Topic: Do people go to hell?
Source of this posting: Moderator response
Date originally posted: March 20, 2003
Moderator who originally posted this source: Father Phillip
Question: Hi My question is a simple one. I would appreciate a simple answer please. Do people go to hell? Again I would appreciate a simple answer to the question. Thank You Alex Choi
Answer:
Thank you, Alex,
for you question.
The simple answer to your question is: Maybe.
Who goes to heaven and who goes to hell is exclusively in the hands of our Almighty
and Loving God. And since our finite minds cannot fathom all the depths of God,
we cannot say with utter, complete simplicity precisely what God's will is on
this matter.
As a student at Columbia (not a bad school if you can't go to UNC-Chapel Hill!),
you probably know that a significant difference exists between "simple"
and "simplistic."
Simple is, according to Saint Thomas Aquinas, an attribute that can be predicated
-- accurately -- only of an absolutely simple reality. And God is the only ABSOLUTELY
SIMPLE reality. That is to say, God is simply love. God is simply truth. God
is simply justice. God is simply compassion. God is simply forgiveness...and
so forth.
The problem, as you can easily see, is that we human beings are not simple.
We are complex realities -- "admixtures" of a complex matrix of characteristics,
abilities, shortcomings, talents, gifts, insights, etc. So, predicating an absolutely
simple attribute of human beings is impossible.
For example, we almost always have some kind of mixed motive. I am a priest
because I love God AND because I feared the consequences of not obeying God's
call. That's a pretty "mixed motive." My mixed motive doesn't disqualify
me from being a priest; rather, it just makes me a pretty typical human being.
So, when we can predicate "simple" of a reality -- which we can do
of God -- we are, so to speak, predicatin the highest possible "compliment".
We are saying, in a manner of speaking, that though we can't really understand
it, God's Reality is so magnificent that it does not admit of even a shadow
of complexity -- God is simply love; God is simply truth; God is simply compassion...and
so on.
On the other hand, since you and I are complex, composite beings -- made up
of really good things as well as things which are not nearly so good -- we can't
predicate absolutely simple answers or postulates of our condition or situation.
And since that is surely the case, we have a tendency to look for "simplistic"
answers to our questions. In this context, "simplistic" answers are
those which attempt -- and always fail! -- to give an "easy" answer
to a question that cannot be answered easily in our world.
"Simple" is a good thing; "simplistic" is not a good thing.
At Columbia, surely, you've learned in your Professional graduate program that
issues and topics require much thought, research, study, and experience to understand
thoroughly. That's the purpose of an education. Any attempt to reduce the complexity
of your field to a "simple" answer is, in fact, a way of giving into
the desire for a "simplistic", "easy" answer.
And so with your question about whether people go to hell.
Is it possible that people go to hell? Yes, absolutely.
Do we human beings make choices that rightly and justly deserve hell? Yes, absolutely.
Do we know whether the justice, mercy, compassion, truth, and love of God actually
allow people to go to hell? No, we don't know.
Moreover, we CAN'T know. Our finite selves are just not capable of knowing what
the infiinite God does.
Sorry, Alex, that I couldn't give you a simple answer to the question. But I
strongly believe that a "simple answer" would be running the risk
of being "simplistic." The majesty of our God and splendor of our
Catholic Christian faith "simply" :-) prevents me from trying to reduce
either to a simplistic answer!
Thanks so much for coming to Catholic QandA.org and for struggling to understand
the gift of faith in your own life!
Keep me and us in your prayers and be assured that you are in ours!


__Your assignment__:
Every line in the data below has to be repeated exactly; no picture belongs in the result.

Raw data: Begin

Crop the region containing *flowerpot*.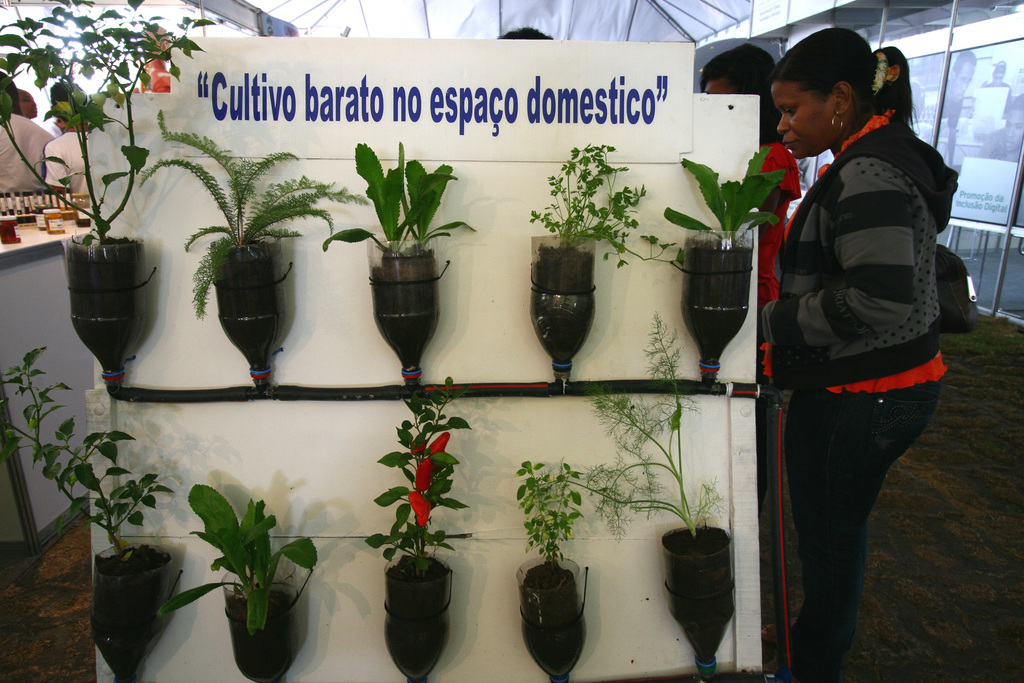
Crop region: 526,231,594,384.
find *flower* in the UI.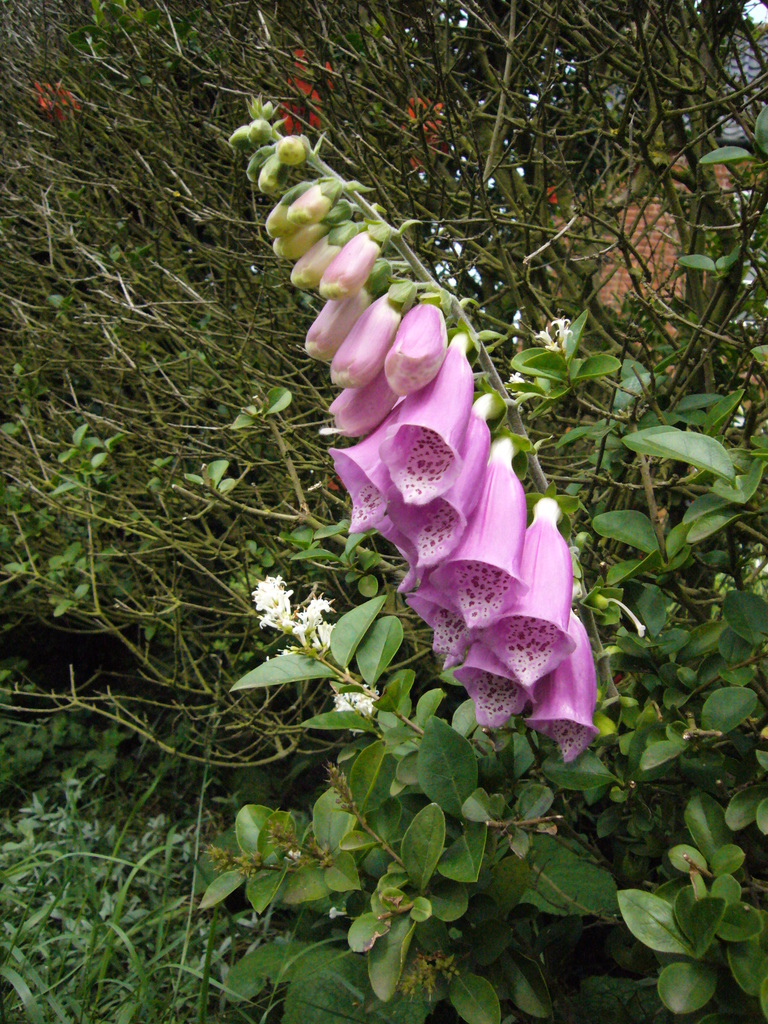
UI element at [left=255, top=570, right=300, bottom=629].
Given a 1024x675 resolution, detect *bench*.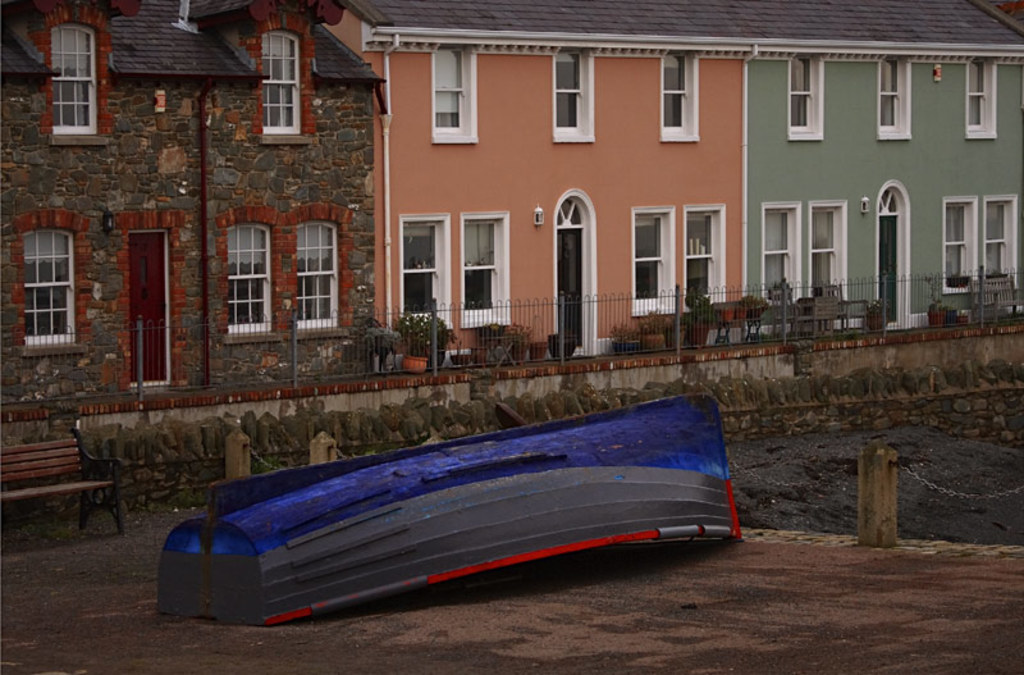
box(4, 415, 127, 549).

Raw data: End

__Result for this exercise__:
Crop the region containing *flowerpot*.
Crop region: 526,231,594,384.
find *flower* in the UI.
UI element at [left=255, top=570, right=300, bottom=629].
Given a 1024x675 resolution, detect *bench*.
box(4, 415, 127, 549).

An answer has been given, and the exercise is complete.